Anthropology and Theory of Institutions.” Trans. Alberto Toscano. Transversal. May 2007.

On the Parasitic Character of Wage Labor.” Trans. Max Henninger. SubStance 36.1 (2007): 36-42.

Labour and Language.” Trans. Arianna Bove. Generation Online. 3 July 2007.

“Post-Fordist Semblance.” Trans. Max Henninger. SubStance 36.1 (2007): 42-46. (Available thru Muse and for research purposes here.)

Multitude or Working Class.” Trans. Arianna Bove. Libcom.org. 6 Mar. 2008.

From Violence to Resistance.” Trans. Nate Holdren. Generation Online. 6 Mar. 2008.

Multitude Between Innovation and Negation. Trans. Isabella Bertoletti, James Cascaito and Andrea Casson. Los Angeles, CA: Semiotext(e), 2008. (The bibliographical details are at MIT Press; it is partially viewable at Amazon and one chapter is available for research purposes here.)

Natural-Historical Diagrams: The ‘New Global’ Movement and the Biological Invariant.” Cosmos and History: The Journal of Natural and Social Philosophy 5.1 (2009).

Angels and the General Intellect: Individuation in Duns Scotus and Gilbert Simondon.” Trans.

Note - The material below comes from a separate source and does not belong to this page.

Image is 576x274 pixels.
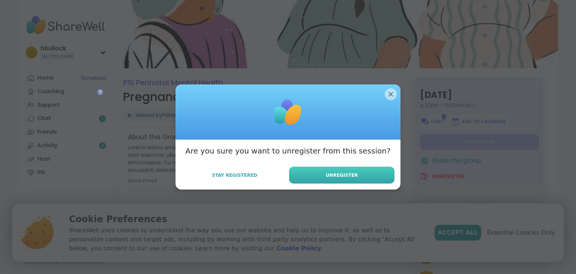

Nick Heron. Parrhesia 7 (2009): 58-67.

Interviews (in chronological order)

“General Intellect, Exodus, Multitude.” Trans. Nate Holdren. Archipélago 54 (June 2002). Generation Online. 6 Mar. 2008.

“The Republic of the Multitude.” With Marcelo Expositio. Trans. Nate Holdren. Generation Online. 3 Dec. 2003.

“Creating a New Public Sphere, without the State.” With Héctor Pavón. Trans. Nate Holdren. Libcom.org or Generation Online. 24 Dec. 2004.

“Interview with Paolo Virno.” With Branden W. Joseph. Trans. Alessia Ricciardi. Grey Room 21 (Fall 2005): 26-37.

“Multitude and Working Class.” With Maurizio Lazzarato. Trans. Arianna Bove. Generation Online. 23 May 2007.

“Between Disobedience and Exodus.” With Flavia Costa. Trans. Nate Holdren. Generation Online. 6 Mar. 2008.

“Facing a New 17th Century.” With Veronica Gago. Trans. Nate Holdren. Generation Online. 6 Mar. 2008.

“The Dismeasure of Art. An Interview with Paolo Virno.” With Sonja Lavaert and Pascal Gielen. Open 17: A Precarious Existence: Vulnerability in the Public Domain (May 2009).

“The Soviets of the Multitude: On Collectivity and Collective Work.” With Alexei Penzin. Mediations 25.1 (Fall 2010) 81-92.